Is network TV even relevant anymore?

Discussion in 'Politics' started by jbtrader23, Oct 30, 2003.

  1. Has Network TV ever been this bad? "Creativity" at the major networks is no where to be found. It seems like all NBC can do is to put hot young women in glass containers filled with water, snakes and chocolate covered cockroaches. What entertainment!

    I'm suprised at how long the networks have been able to get away with charging advertisers more and more money while they deliver fewer and fewer total viewers. You think the scam would have ended long ago. Why haven't the advertisers wised up?

    Are network TV execs so arrogant as to believe that their "monopoly" on entertainment is eternal? These guys are living in a dream world.

    The last episode of Seinfeld was the last "real" TV moment we'll see. That was the nail in the coffin.
     
  2. the networks were never relevant. the culture is just catching on....

    surfer:)
     

  3. nuhhhhhhhh, business as usual:D
    cater to the majority target audience's needs--------you deal with monkeys you feed them bananas:D :D or is it you deal with mushrooms, you feed them bullshit and keep them in the dark???

    :cool: :cool: :cool:
     
  4. Network television helped to shape a culture and a generation.

    Without free network news, the 60's would never have played out the way they did.

    You have no understanding of history and the media, do you?
     


  5. the culture shapes TV, not the other way around. you are the one who does not understand.
     
  6. Wrong, as usual.



    "The medium is the message."

    "If the work of the city is the remaking or translating of man into a more suitable form than his nomadic ancestors achieved, then might not our current translation of our entire lives into the spiritual form of information seem to make of the entire globe, and of the human family, a single consciousness?"

    ---Marshal McClullen---


    Madonna, Michael Jordan, The Beatles, Andy Warhol, MTV, etc. shaped our culture, not the other way around. Fashion doesn't respond to the masses, the masses develop their sense of fashion by what is presented to them on television.

    Art inspires people, people do not inspire art. We are a nation of followers of media, not leaders of the media.

    It was the television age that inflenced our culture, as revolutionary ideas were spread to the masses via television, and the children who grew up watching television were shaped by these messages.
     
  7. LOL! never heard the mushroom one...

    tv has just expanded and divided, with some channels taking a higher road, and the networks pandering to the lowest common denominator.
     
  8. Isn't is a matter of the old networks knowing that their audience is only those who can't afford cable, sattelite, TIVO, HBO, etc.?

    They seem to be producing shows for their current audience, which would be a lower socioeconomic group.
     
  9. maxpi

    maxpi

    Nope, TV amplifies whatever part of the culture they choose.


Try it — Print every entry exactly as it appears, but skip the pictures.

Extracts from a graphics dataset:

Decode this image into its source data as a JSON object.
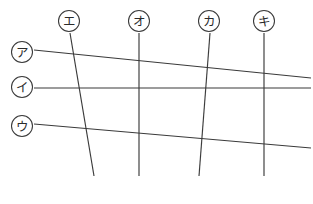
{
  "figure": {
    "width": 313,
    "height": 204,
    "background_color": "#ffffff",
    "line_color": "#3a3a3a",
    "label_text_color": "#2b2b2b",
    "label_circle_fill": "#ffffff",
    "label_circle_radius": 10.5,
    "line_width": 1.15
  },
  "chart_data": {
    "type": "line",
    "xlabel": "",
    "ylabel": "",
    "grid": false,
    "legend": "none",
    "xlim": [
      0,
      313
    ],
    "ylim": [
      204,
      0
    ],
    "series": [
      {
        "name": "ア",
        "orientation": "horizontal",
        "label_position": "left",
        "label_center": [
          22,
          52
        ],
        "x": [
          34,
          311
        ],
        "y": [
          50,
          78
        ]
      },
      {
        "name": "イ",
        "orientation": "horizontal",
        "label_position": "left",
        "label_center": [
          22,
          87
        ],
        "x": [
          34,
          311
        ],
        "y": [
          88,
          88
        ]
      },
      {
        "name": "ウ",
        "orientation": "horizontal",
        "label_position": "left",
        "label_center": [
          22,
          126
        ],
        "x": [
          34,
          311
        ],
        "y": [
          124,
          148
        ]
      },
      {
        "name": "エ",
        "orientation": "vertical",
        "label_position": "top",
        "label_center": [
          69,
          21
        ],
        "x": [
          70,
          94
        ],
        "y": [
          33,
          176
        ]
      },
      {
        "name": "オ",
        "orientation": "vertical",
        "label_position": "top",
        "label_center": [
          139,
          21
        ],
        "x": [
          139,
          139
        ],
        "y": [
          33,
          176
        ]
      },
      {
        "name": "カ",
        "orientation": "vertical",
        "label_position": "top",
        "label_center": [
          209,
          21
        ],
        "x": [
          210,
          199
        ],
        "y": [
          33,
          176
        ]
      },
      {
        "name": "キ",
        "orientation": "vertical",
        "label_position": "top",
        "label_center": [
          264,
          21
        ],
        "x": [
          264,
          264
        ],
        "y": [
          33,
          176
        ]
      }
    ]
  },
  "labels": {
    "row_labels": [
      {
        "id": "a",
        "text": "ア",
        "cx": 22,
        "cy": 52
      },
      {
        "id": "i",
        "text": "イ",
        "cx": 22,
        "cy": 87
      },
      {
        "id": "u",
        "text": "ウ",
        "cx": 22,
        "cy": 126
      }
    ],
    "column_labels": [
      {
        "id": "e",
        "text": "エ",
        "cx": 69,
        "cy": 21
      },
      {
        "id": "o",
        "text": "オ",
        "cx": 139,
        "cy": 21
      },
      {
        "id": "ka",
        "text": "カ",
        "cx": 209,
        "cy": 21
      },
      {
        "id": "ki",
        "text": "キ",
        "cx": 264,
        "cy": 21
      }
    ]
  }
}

Expected output —
Decode this image into its source data as a JSON object.
{
  "figure": {
    "width": 313,
    "height": 204,
    "background_color": "#ffffff",
    "line_color": "#3a3a3a",
    "label_text_color": "#2b2b2b",
    "label_circle_fill": "#ffffff",
    "label_circle_radius": 10.5,
    "line_width": 1.15
  },
  "chart_data": {
    "type": "line",
    "xlabel": "",
    "ylabel": "",
    "grid": false,
    "legend": "none",
    "xlim": [
      0,
      313
    ],
    "ylim": [
      204,
      0
    ],
    "series": [
      {
        "name": "ア",
        "orientation": "horizontal",
        "label_position": "left",
        "label_center": [
          22,
          52
        ],
        "x": [
          34,
          311
        ],
        "y": [
          50,
          78
        ]
      },
      {
        "name": "イ",
        "orientation": "horizontal",
        "label_position": "left",
        "label_center": [
          22,
          87
        ],
        "x": [
          34,
          311
        ],
        "y": [
          88,
          88
        ]
      },
      {
        "name": "ウ",
        "orientation": "horizontal",
        "label_position": "left",
        "label_center": [
          22,
          126
        ],
        "x": [
          34,
          311
        ],
        "y": [
          124,
          148
        ]
      },
      {
        "name": "エ",
        "orientation": "vertical",
        "label_position": "top",
        "label_center": [
          69,
          21
        ],
        "x": [
          70,
          94
        ],
        "y": [
          33,
          176
        ]
      },
      {
        "name": "オ",
        "orientation": "vertical",
        "label_position": "top",
        "label_center": [
          139,
          21
        ],
        "x": [
          139,
          139
        ],
        "y": [
          33,
          176
        ]
      },
      {
        "name": "カ",
        "orientation": "vertical",
        "label_position": "top",
        "label_center": [
          209,
          21
        ],
        "x": [
          210,
          199
        ],
        "y": [
          33,
          176
        ]
      },
      {
        "name": "キ",
        "orientation": "vertical",
        "label_position": "top",
        "label_center": [
          264,
          21
        ],
        "x": [
          264,
          264
        ],
        "y": [
          33,
          176
        ]
      }
    ]
  },
  "labels": {
    "row_labels": [
      {
        "id": "a",
        "text": "ア",
        "cx": 22,
        "cy": 52
      },
      {
        "id": "i",
        "text": "イ",
        "cx": 22,
        "cy": 87
      },
      {
        "id": "u",
        "text": "ウ",
        "cx": 22,
        "cy": 126
      }
    ],
    "column_labels": [
      {
        "id": "e",
        "text": "エ",
        "cx": 69,
        "cy": 21
      },
      {
        "id": "o",
        "text": "オ",
        "cx": 139,
        "cy": 21
      },
      {
        "id": "ka",
        "text": "カ",
        "cx": 209,
        "cy": 21
      },
      {
        "id": "ki",
        "text": "キ",
        "cx": 264,
        "cy": 21
      }
    ]
  }
}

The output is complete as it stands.